Please note: This master’s thesis presentation will take place in DC 2314.
Amirmohammad Ghasemi, Master’s candidate
David R. Cheriton School of Computer Science
Supervisor: Professor Raouf Boutaba
This thesis presents two complementary works addressing different aspects of 5G radio access networks: one focused on improving the received throughput through multiconnectivity, and the other on achieving low-latency delivery through L4S marking mechanisms. Multi-connectivity is anticipated to provide more reliable, higher data rate connections for cellular network users by leveraging all available radio resources across base stations within one or multiple radio access technology(ies) (RAT). It aims to improve user mobility through multi-RAT connections or mitigate quality of service (QoS) degradation when users connect to congested cells through load-balancing traffic among base stations and distributing the user’s flow across multiple links. Many studies have investigated the benefits of multi-connectivity across various network deployments using analytical models or simulated environments.

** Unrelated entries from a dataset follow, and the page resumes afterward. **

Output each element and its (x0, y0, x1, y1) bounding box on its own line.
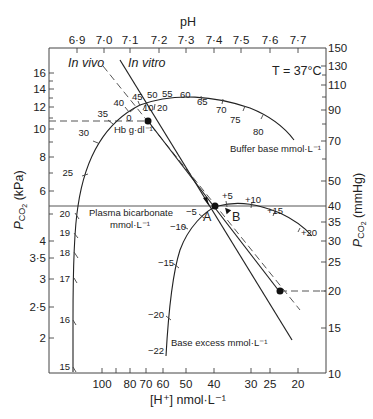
svg-text:−5: −5 (186, 206, 197, 217)
mmhg-tick-label: 110 (328, 79, 346, 91)
svg-text:−22: −22 (148, 345, 164, 356)
mmhg-tick-label: 15 (328, 322, 341, 334)
arrow-a: A (203, 197, 212, 224)
svg-text:19: 19 (59, 227, 70, 238)
buffer-base-label: Buffer base mmol·L⁻¹ (230, 143, 321, 154)
svg-text:80: 80 (253, 126, 264, 137)
buffer-base-curve (73, 97, 294, 372)
mmhg-tick-label: 70 (328, 135, 341, 147)
kpa-tick-label: 10 (33, 123, 46, 135)
kpa-tick-label: 3 (40, 273, 46, 285)
hplus-tick-label: 80 (124, 378, 137, 390)
svg-text:−15: −15 (158, 257, 174, 268)
mmhg-tick-label: 20 (328, 285, 341, 297)
svg-text:30: 30 (78, 127, 89, 138)
ph-tick-label: 7·2 (151, 34, 168, 46)
ph-tick-label: 7·0 (96, 34, 113, 46)
mmhg-tick-label: 10 (328, 368, 341, 380)
upper-equilibration-point (145, 118, 152, 125)
svg-text:16: 16 (59, 314, 70, 325)
kpa-tick-label: 16 (33, 67, 46, 79)
hplus-axis-title: [H⁺] nmol·L⁻¹ (150, 393, 226, 407)
mmhg-tick-label: 150 (328, 42, 347, 54)
hplus-tick-label: 70 (140, 378, 153, 390)
hplus-tick-label: 30 (245, 378, 258, 390)
svg-text:−20: −20 (148, 309, 164, 320)
svg-text:15: 15 (59, 361, 70, 372)
hplus-tick-label: 50 (180, 378, 193, 390)
plasma-bicarbonate-unit: mmol·L⁻¹ (110, 219, 150, 230)
svg-text:+15: +15 (267, 205, 283, 216)
mmhg-tick-label: 50 (328, 175, 341, 187)
kpa-tick-label: 6 (40, 185, 46, 197)
svg-text:−10: −10 (170, 221, 186, 232)
svg-text:+10: +10 (245, 194, 261, 205)
point-a-label: A (203, 210, 212, 224)
in-vitro-label: In vitro (128, 56, 166, 70)
kpa-tick-label: 8 (40, 151, 46, 163)
normal-point (212, 203, 219, 210)
svg-text:55: 55 (162, 88, 173, 99)
svg-text:60: 60 (180, 89, 191, 100)
kpa-tick-label: 12 (33, 101, 46, 113)
svg-text:+20: +20 (301, 227, 317, 238)
svg-text:65: 65 (197, 96, 208, 107)
svg-text:18: 18 (59, 247, 70, 258)
kpa-tick-label: 14 (33, 83, 46, 95)
svg-text:75: 75 (230, 114, 241, 125)
svg-text:20: 20 (59, 208, 70, 219)
mmhg-tick-label: 30 (328, 235, 341, 247)
kpa-tick-label: 2·5 (29, 301, 46, 313)
svg-text:70: 70 (216, 104, 227, 115)
svg-text:35: 35 (97, 108, 108, 119)
svg-text:45: 45 (132, 91, 143, 102)
kpa-tick-label: 3·5 (29, 252, 46, 264)
svg-text:40: 40 (113, 97, 124, 108)
mmhg-tick-label: 25 (328, 256, 341, 268)
ph-axis: 6·9 7·0 7·1 7·2 7·3 7·4 7·5 7·6 7·7 (69, 34, 307, 53)
ph-tick-label: 7·1 (122, 34, 139, 46)
ph-tick-label: 7·3 (178, 34, 195, 46)
acid-base-nomogram: pH 6·9 7·0 7·1 7·2 7·3 7·4 7·5 7·6 7·7 1… (0, 0, 373, 419)
point-b-label: B (232, 210, 240, 224)
hplus-tick-label: 20 (292, 378, 305, 390)
plasma-bicarbonate-label: Plasma bicarbonate (89, 207, 173, 218)
mmhg-tick-label: 130 (328, 60, 347, 72)
svg-text:0: 0 (126, 112, 131, 123)
svg-text:20: 20 (157, 102, 168, 113)
ph-tick-label: 7·7 (290, 34, 307, 46)
hplus-tick-label: 100 (92, 378, 111, 390)
svg-text:50: 50 (147, 89, 158, 100)
hplus-tick-label: 25 (264, 378, 277, 390)
temperature-label: T = 37°C (272, 64, 322, 78)
hb-label: Hb g·dl⁻¹ (114, 124, 153, 135)
ph-tick-label: 7·4 (206, 34, 223, 46)
in-vivo-label: In vivo (68, 56, 104, 70)
mmhg-tick-label: 40 (328, 200, 341, 212)
kpa-tick-label: 2 (40, 332, 46, 344)
mmhg-tick-label: 35 (328, 216, 341, 228)
svg-text:17: 17 (59, 273, 70, 284)
hplus-tick-label: 40 (208, 378, 221, 390)
bicarbonate-scale: 20 19 18 17 16 15 (59, 208, 79, 372)
ph-tick-label: 7·5 (233, 34, 250, 46)
mmhg-tick-label: 90 (328, 104, 341, 116)
svg-text:25: 25 (62, 167, 73, 178)
base-excess-label: Base excess mmol·L⁻¹ (171, 337, 267, 348)
base-excess-curve (166, 203, 312, 356)
kpa-axis-title: PCO2 (kPa) (12, 170, 28, 229)
kpa-tick-label: 4 (40, 235, 47, 247)
ph-axis-title: pH (180, 15, 196, 29)
ph-tick-label: 6·9 (69, 34, 86, 46)
mmhg-axis: 150 130 110 90 70 50 40 35 30 25 20 15 1… (321, 42, 347, 380)
ph-tick-label: 7·6 (262, 34, 279, 46)
mmhg-axis-title: PCO2 (mmHg) (351, 173, 367, 247)
lower-equilibration-point (277, 288, 284, 295)
hplus-tick-label: 60 (157, 378, 170, 390)
svg-text:+5: +5 (222, 190, 233, 201)
hplus-axis: 100 80 70 60 50 40 30 25 20 (92, 368, 304, 390)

In this work we critically assess these reported gains, particularly regarding system throughput. We argue that multi-connectivity’s advantages are primarily restricted to scenarios with a low user-to-base station ratio and that dense networks are less likely to benefit. We formulate the user-to-base station association and resource allocation within a Proportional Fair (PF) setting across varying user densities to examine this. Our findings show that multi-connectivity offers no superiority over the PF single-connectivity baseline in dense networks. Furthermore, in sparse networks, we show that while multi-connectivity can potentially enhance system throughput, it does not significantly improve individual users’ QoS, as the PF single-connectivity scheme can offer sufficient resources to every user. Complementing this throughput-oriented study, the second part of the thesis addresses low-latency delivery in evolving mobile networks, where many emerging services, such as cloud gaming, are highly latency-sensitive. In this context, the sender must react quickly to congestion, and its response must be adapted to the extent of the congestion. Otherwise, the link will be either underutilized or suffer from excessive latency. By integrating Low Loss Low Latency Scalable Throughput (L4S) into a disaggregated 5G Radio Access Network (RAN), we demonstrate its strong potential to simultaneously achieve low delay and high throughput for real-time mobile applications. We introduce a novel 3GPP-compliant marking scheme tailored for RAN, and compare it with the state-of-the-art RAN marking solution, L4Span. Our experiments suggest that our approach is superior in mitigating tail latency. We further examine the impact of our design on our L4S-compliant Web Real-Time Communication (WebRTC) stack using SCReAMv2, a congestion control algorithm designed for WebRTC media. Our results show substantial reductions in frame delays compared to non-L4S solutions, while also revealing practical limitations of SCReAMv2, including sender-side packet drops that can cause decoder stalls and video perceptual quality degradation.